Asparagus - great big thick spears, nicely charred from the grill - came on a bed of brown butter sauce, best described I suppose as a kind of toasty, nutty hollandaise. We're right smack bang in the middle of asparagus season at the moment, and so of course they're on the menu everywhere but I'm still impressed with places that are finding some new way of showing them off.


I wouldn't normally have ordered tomatoes with stracciatella - I'm less forgiving of this kind of thing being on the menu absolutely everywhere than I am of asparagus, because I love asparagus - but actually this was very interesting, with a kind of sharp keffir lime dressing to liven it all up. Tomatoes were well seasoned too.
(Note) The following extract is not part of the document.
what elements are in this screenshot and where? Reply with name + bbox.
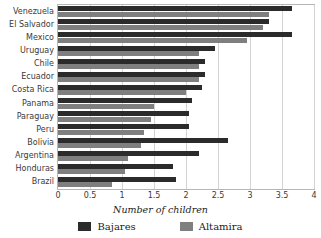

For £15 I was expecting perhaps one langoustine, or maybe two teeny ones - there's more than one restaurant I've been to in the last couple of years serving langos so small I'd questioned whether they ever should have been landed at all - but not here. Two giant beasties, with claws so big they contained more meat you'd find in a tail in some places, perfectly timed with sweet, soft flesh, came drenched in "fermented prawn butter". And if you're thinking that maybe they gave the blogger table bigger specimens than everyone else, I can assure you that our seats overlooked the kitchen and every other plate of langoustine that hit the pass was at least the same size.


Last of the savouries was a mutton chop, tender and full of flavour, with a neat little pile of pickles. It was very good, but once you've tasted the Cull Yaw from such places as Mangal 2 or Kiln, other types of mutton tend to disappoint slightly. Even so, we quite happily polished it off, and had no real complaints.

For dessert, rhubarb Paris Brest (or even "Breast" as they'd put on the menu and someone had tried to gingerly correct) which had an irresistable light, flaky texture and a good strong hit of rhubarb purée, and "croissant ice cream", apparently made by soaking croissant in water, making a kind of croissant stock, and then making ice cream from that. Maybe I've been lucky, but I can't remember being anything less than happy with any homemade ice cream in any restaurant in the last few years. And I'm pretty sure I'm not getting less fussy - places are just getting better at ice cream.


So, yes, the Buxton is good. Very good. Food in central London as well-chosen, intelligently treated and smartly served as this could - perhaps even should - cost easily double what they're charging for it. True, portion sizes are controlled, but it takes just as much skill to assemble two exquisite whipped cod's roe panise as it does four or six, and £15 for two big langoustine is vanishingly rare in the capital. It's a little tricky working out what our bill would have been as a couple of the dishes were off-menu, but if I say the food came to about £50pp, and drinks another £20pp, I don't think I'd be too far off the mark. Very reasonable indeed.


And I very much hope the team behind the Buxton don't stop there. It must have taken a heroic amount of steel and determination to survive through two years of pandemic after having been open barely a few months, but to come out of all that with an operation quite as mature and confident is an achievement indeed. I hope we see a few more tastefully updated East End boozers with a seasonal chalkboard menu and a nice cocktail list over the coming months and years, but even if they stay where they are for the moment, we've still got so much to be thankful for.

9/10

I was invited to the Buxton and didn't see a bill.